Go back and watch the tapes, and you’ll see that Shingy, like Brand, really isn’t speaking the words of a bonobo on ayahuasca. Brand’s manifesto may be riddled with factual errors, but his conceptual apparatus is easy enough to understand. It is the principle of infinite compossibility—the idea that no two things must rule each other out. That’s the same master idea as Shingy has brought to market. Rather than spouting off what Gawker’s Valleywag (of all sites) called “insane gibberish,” Shingy speaks clearly and plainly about tech’s new-fangled hodgepodge of banality, where nothing is a contradiction and everything is connected. Always on! Always relevant! Fully engaged, in just six seconds!

Shingy doesn’t predict the future. He evangelizes the present. He is a partisan of Now and a happy warrior to boot, demanding of us exactly what all corporations increasingly demand—instantaneous, unremitting experience, and more of it.

Rather than showing how empty corporate life has become, Shingy shows us that corporatism, more than merely a politics, is an all-too-sumptuous way of life. The cult of corporatism allows us to reimagine the corporation as our ultimate access point to the infinitude of possibility. After all, a corporation is whatever you make of it. It’s an organization that’s as skilled as we individuals at doing, literally, whatever.
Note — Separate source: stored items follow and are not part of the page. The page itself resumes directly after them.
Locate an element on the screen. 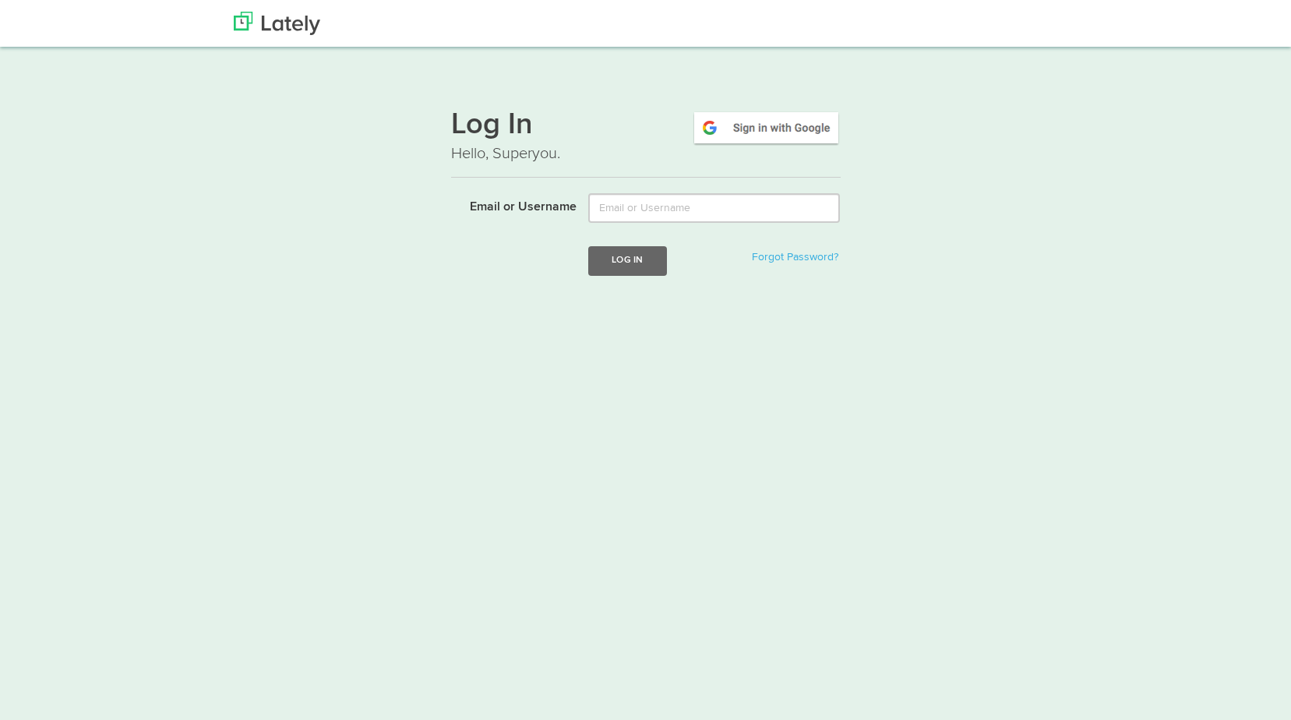 Image resolution: width=1291 pixels, height=720 pixels. input: Email or Username is located at coordinates (713, 208).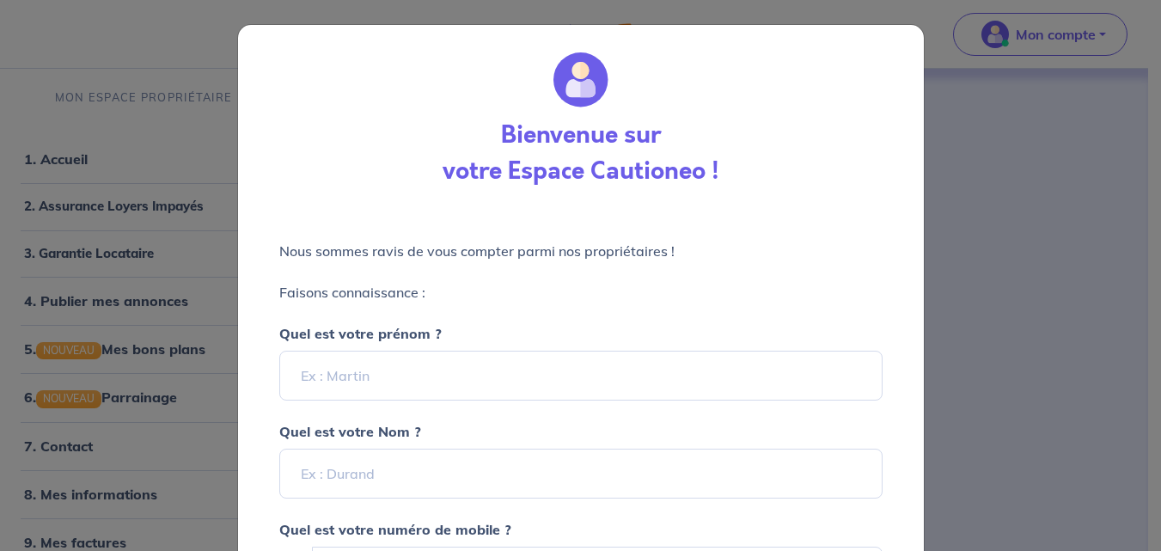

In a more innocent age, back when Chinatown hit theaters, its villain could say in the film’s pivotal scene that “most people never have to face the fact that at the right time and right place, they’re capable of anything.” Under corporatism, that’s a feature, not a bug. Because, you see, we’re all part of a team.

After all, there’s no I in hero, like there is in villain. Like Shingy, that’s no mere punchline. But if the Shingster were an unfunny joke, he wouldn’t be on corporate America. He’d be on you and me.